Las Vegas Review-Journal
(04.2001)
Sasha Lazard studied opera and classical voice in college and at the San Francisco Conservatory of Music. But she got fed up with opera's close-minded prima donnas, so she experimented with a rock band, and then stumbled onto electronica music, which is a more appropriate place for her smooth, soaring voice.

Now she sings what she calls "trance opera," and she's offering a short set of it tonight at Club Utopia, where a long lineup of DJs and electronica artists will perform through the night and morning. She sings while accompanied by an electric cellist and a DJ who mixes in rhythms and melodies real-time, sort of like Portishead and other electronica artists who fuse the future with the past.

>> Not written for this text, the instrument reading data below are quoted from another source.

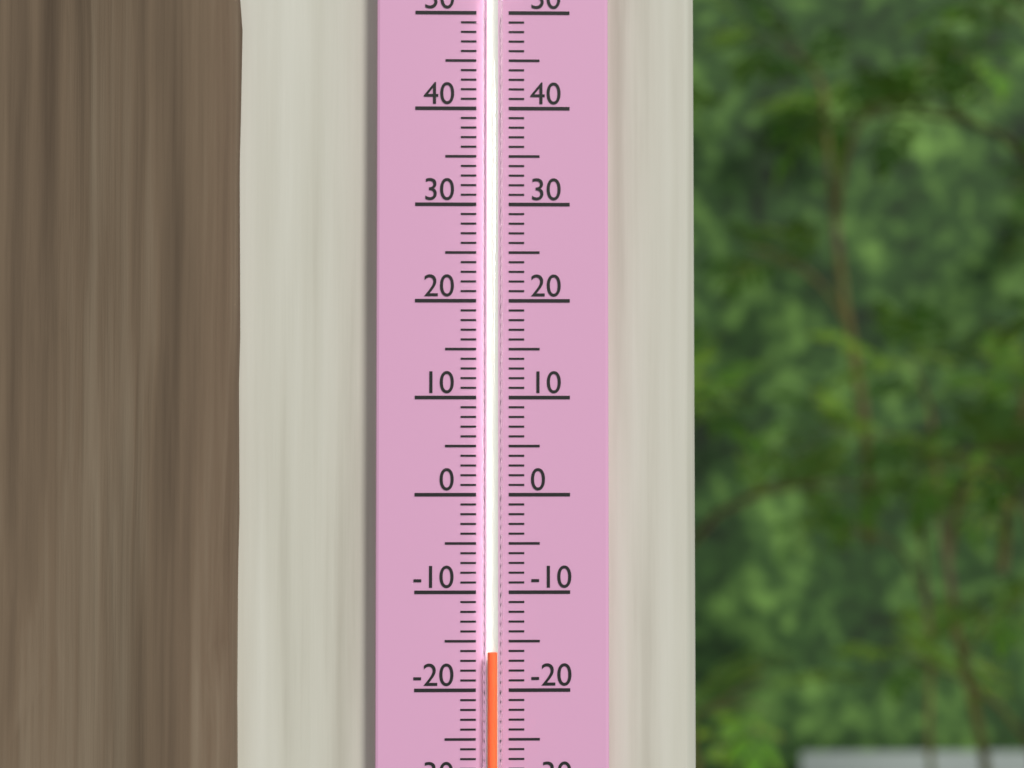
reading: -16 (no unit)
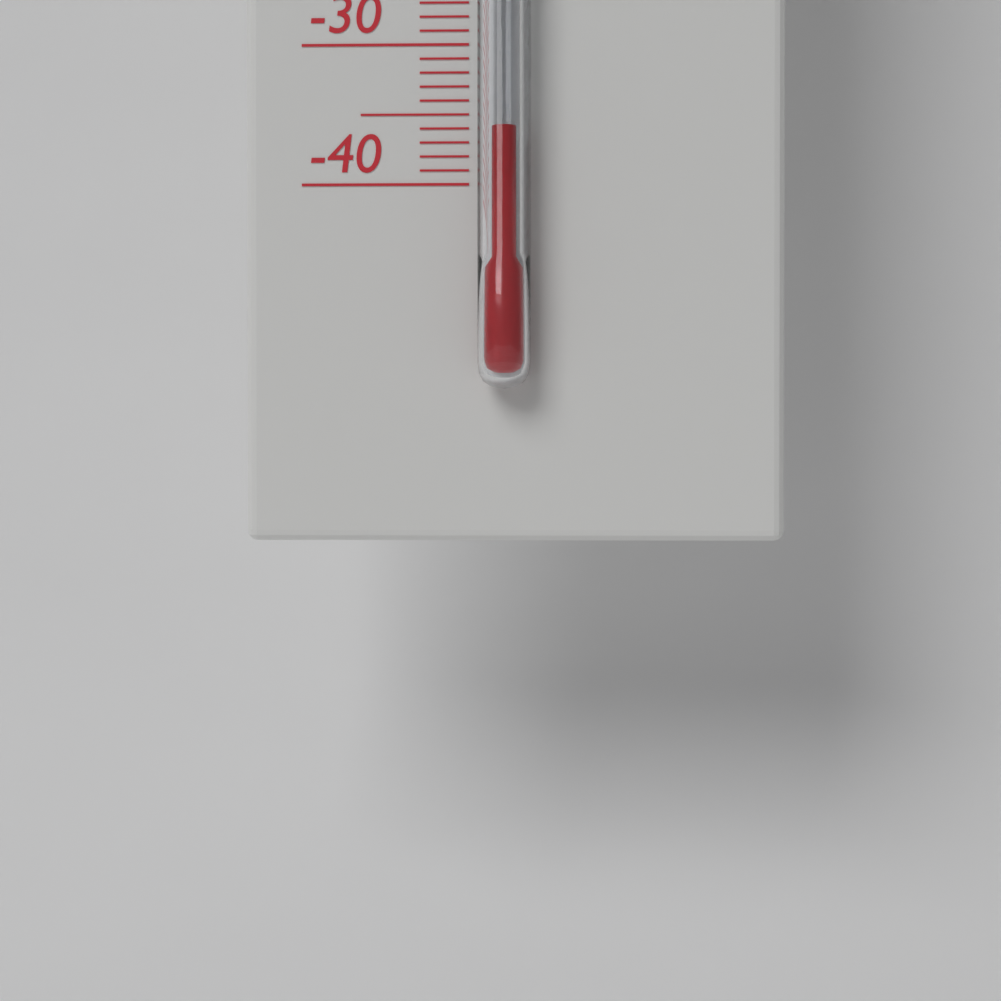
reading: -36 °C
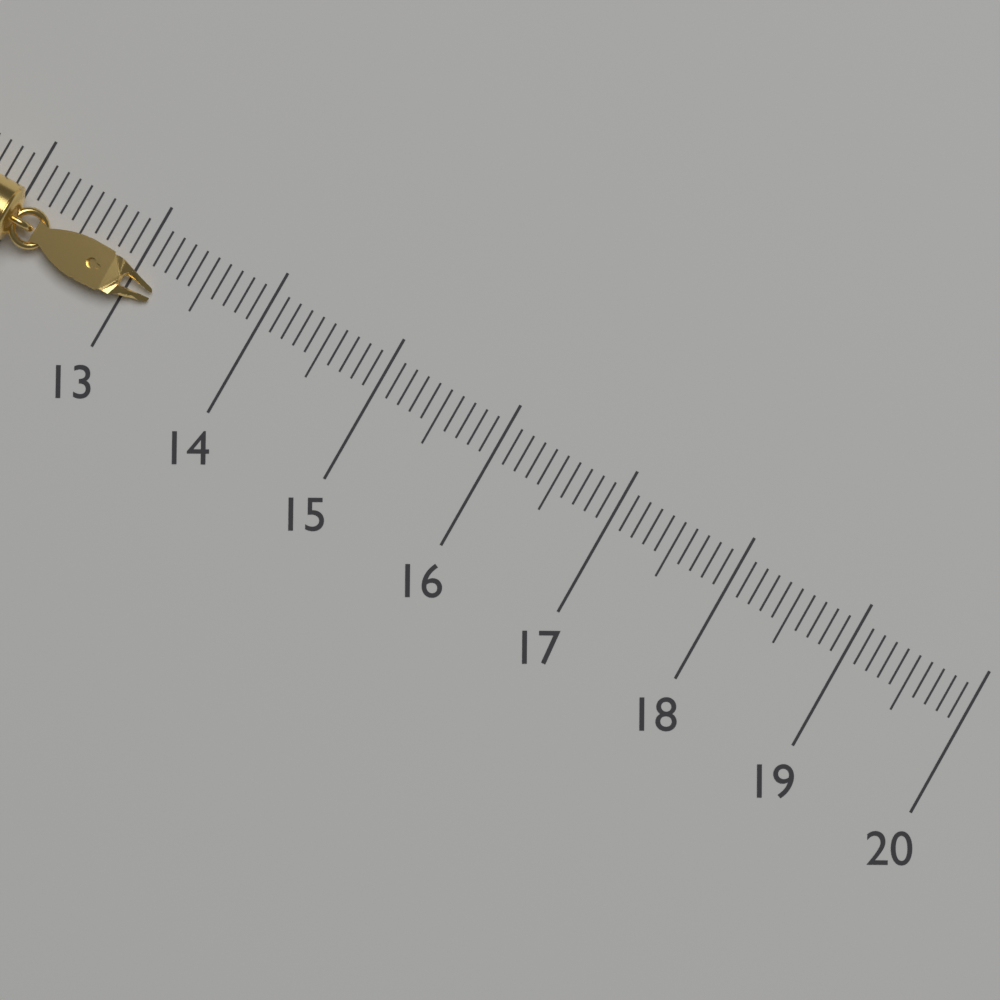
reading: 13.2 (no unit)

Lazard has been doing this for two years with success. She sang the theme song for the American version of the 1999 film, "Princess Mononoke." her take on opera's "Ave Maria" has been used in trailers to promote "Holy Smoke" and other movies. She has performed for audiences both small and large. Lazard made 8,000 people dance at a club in Ibiza Spain, recently. And she's working on an album for the Higher Octave Music record label, a home to adult alternative and New-Age acts.

"The majority of songs (on the album will be) from the 17th century, a few opera songs and Russian folk songs," Lazard says in a smart but unfussy speaking voice. "Four will be originals in the classical vein."

"It will range from ambient atmospheres behind the melodies to pretty hard dance tracks. I'm trying to create organic rhythms behind the melodies, but make them beautiful...So it's not hard-edged."

Lazard enjoys this part of her career. She calls it a "project,"actually, that gives her a better life than opera. And it gives her a more suitable outlet for her voice than rock did. "I'm so excited, and I feel it's timely. It's strangely becoming mainstream. Well, it'll never be mainstream. But when we started it, it was this weird thing," she says. "People really get it now."